Showing posts with label Hell. Show all posts
Showing posts with label Hell. Show all posts

Sunday, May 22, 2022

The Problem With Hell...

The Word "Hell" and the Book of Revelation - Brian Zahnd





I know that many people come to this blog and leave unhappy or angry with my Universalism. I'll admit that I'm often unfocused and that the blog posts are often kind of random and not original. But I think that that Universalism gives us something to talk about from many angles and has a Scriptural basis and that it provides an opening for many people who struggle to believe.

Wednesday, May 18, 2022

From Richard Murray's "Four Reasons the Early Church Did Not Believe “Hell” Lasts Forever"

Read the scholarly and well-reasoned article "Four Reasons the Early Church Did Not Believe “Hell”by Richard Murray here at Progressive Christian.

Here is a thought-provoking  excerpt:

Well, the majority of the early Church believed that Hell was place where God would rescue, reform and reconcile all lost sinners back unto Himself. The process of Hell was intense, thorough, critical, painful, agonizing and anguishing. But, it was ultimately restorative as each and every sinner was led through and past their own Hellish valley of sin and death, and into a deep and heartfelt place of Godly repentance.

The early Church had a significantly different view of Hell than much of the Church does today. Hell’s purpose, for the majority of the Church fathers, was seen as purifying rather than punishing, restoring rather than torturing, healing rather than destroying. They believed Hell was “God’s crisis-management for lost souls.” Hell was for all those who did not authentically receive Jesus Christ as their Lord and Savior during their earthly lives.

Friday, April 15, 2022

Did Jesus descend into hell or to the dead?---By Heather Hahn (UM News)

Did Jesus descend into hell or to the dead?

By Heather Hahn
April 22, 2011 | UMNS


 "He descended into hell."

That's one possible explanation of what Jesus did between Good Friday and Easter.

For more than a millennium, Christians have uttered some version of that phrase as part of the Apostles' Creed. And for nearly just as long, theologians have wrestled with what the phrase means or whether it should be included in the creed at all.

Early Methodist hymnals omitted the phrase altogether. The 1989 United Methodist Hymnal includes the likely more accurate translation, "He descended to the dead," and mentions "descended into hell" only as a footnote.

But including any mention of descent in the creed says something about how Christians over the ages have come to understand God's saving work, say church scholars.

"It means there is no part of human existence to which Christ did not 'descend,'" said the Rev. J. Warren Smith, associate professor of historical theology at United Methodist-related Duke Divinity School in Durham, N.C.

"It's what it means for Christ to take upon himself ... the punishment of sin, which is death. If Christ really dies, then that means he (journeys) all the way to the place of dead."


Required work
What are the lines from the top of the entries through the one with "This screenshot has"? Write them out exactly, with no pictures.

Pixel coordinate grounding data
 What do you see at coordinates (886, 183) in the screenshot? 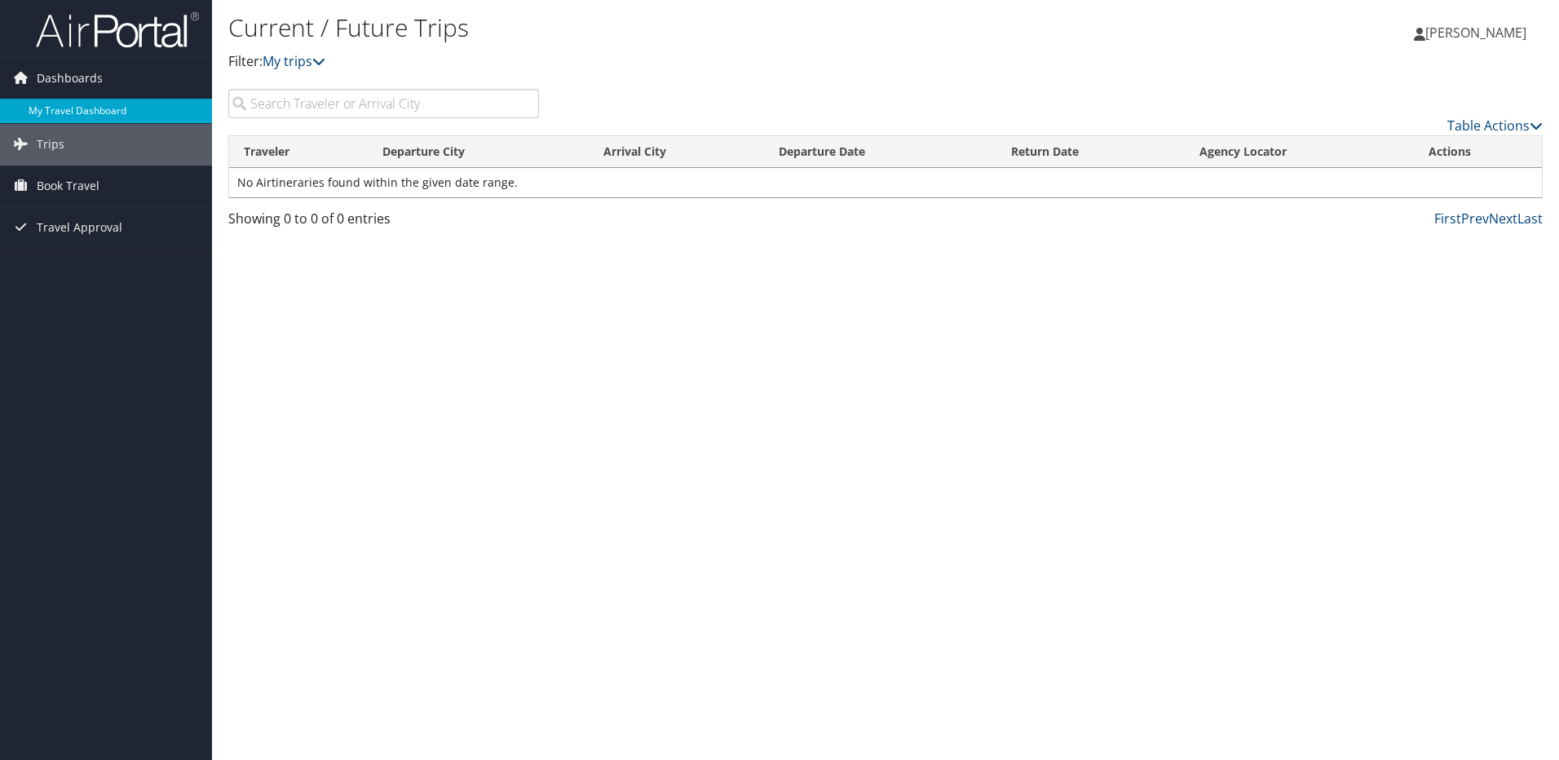
I see `td: No Airtineraries found within the given date range.` at bounding box center [886, 183].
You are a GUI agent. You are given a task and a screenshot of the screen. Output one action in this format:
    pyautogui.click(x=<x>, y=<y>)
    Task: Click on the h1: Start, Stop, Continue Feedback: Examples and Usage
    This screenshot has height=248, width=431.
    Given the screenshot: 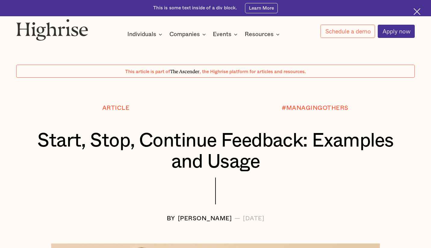 What is the action you would take?
    pyautogui.click(x=216, y=151)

Written solution
 What do you see at coordinates (886, 183) in the screenshot? 
I see `td: No Airtineraries found within the given date range.` at bounding box center [886, 183].
You are a GUI agent. You are given a task and a screenshot of the screen. Output one action in this format:
    pyautogui.click(x=<x>, y=<y>)
    Task: Click on the h1: Start, Stop, Continue Feedback: Examples and Usage
    This screenshot has height=248, width=431.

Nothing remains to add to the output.